Animate with the Spirit calls the spirit of a good-aligned outsider to inhabit a corpse, but there are some tricky aspects to the application.

The key assumption of the spell is that the corpse is treated as if "still alive," but the statue-corpse was never alive. This runs into mechanical difficulties: the corpse uses the outsider's values for the mental stats, but the corpse "regains the Strength, Dexterity, Constitution, hit points, and innate abilities of the creature the corpse represented when it was alive."

The trouble here is that the statue-corpse never had any of these, because it was just a lump of stone cut into a specific shape. It never had any innate abilities to begin with, because it was never alive.

Now, if you absolutely wanted to make this work, you could use standard stats for the race, average hit points, etc. etc., but to me that violates the spirit of the spell. Animate with the Spirit clearly expects a specific corpse of a specific individual, and the statue-corpse never was such.

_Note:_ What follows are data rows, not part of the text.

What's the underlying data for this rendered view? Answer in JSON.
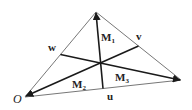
{
  "diagram": {
    "type": "triangle-with-medians",
    "colors": {
      "edge": "#777777",
      "median": "#1a1a1a",
      "background": "#ffffff"
    },
    "vertices": {
      "origin": {
        "x": 25,
        "y": 97,
        "label": "O"
      },
      "top": {
        "x": 96,
        "y": 12
      },
      "right": {
        "x": 181,
        "y": 80
      }
    },
    "side_labels": {
      "w": {
        "text": "w",
        "x": 50,
        "y": 51
      },
      "v": {
        "text": "v",
        "x": 136,
        "y": 40
      },
      "u": {
        "text": "u",
        "x": 107,
        "y": 99
      }
    },
    "region_labels": [
      {
        "main": "M",
        "sub": "1",
        "x": 103,
        "y": 41
      },
      {
        "main": "M",
        "sub": "2",
        "x": 73,
        "y": 89
      },
      {
        "main": "M",
        "sub": "3",
        "x": 115,
        "y": 82
      }
    ]
  }
}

I expect there are similar issues with assumptions for most of the other spells you've compiled. (Which is an impressive list, by the way.) Revive Undead assumes the target is "an undead creature destroyed by hit point loss," which doesn't apply in this case. Rejuvenative Corpse might work, but all it does is heal an undead and give it fast healing, which doesn't do much for the statue-corpse itself. Last Breath specifically calls a spirit back to the body it just departed, so not applicable here. Most of these spells are probably too specific to be applied in this particular case.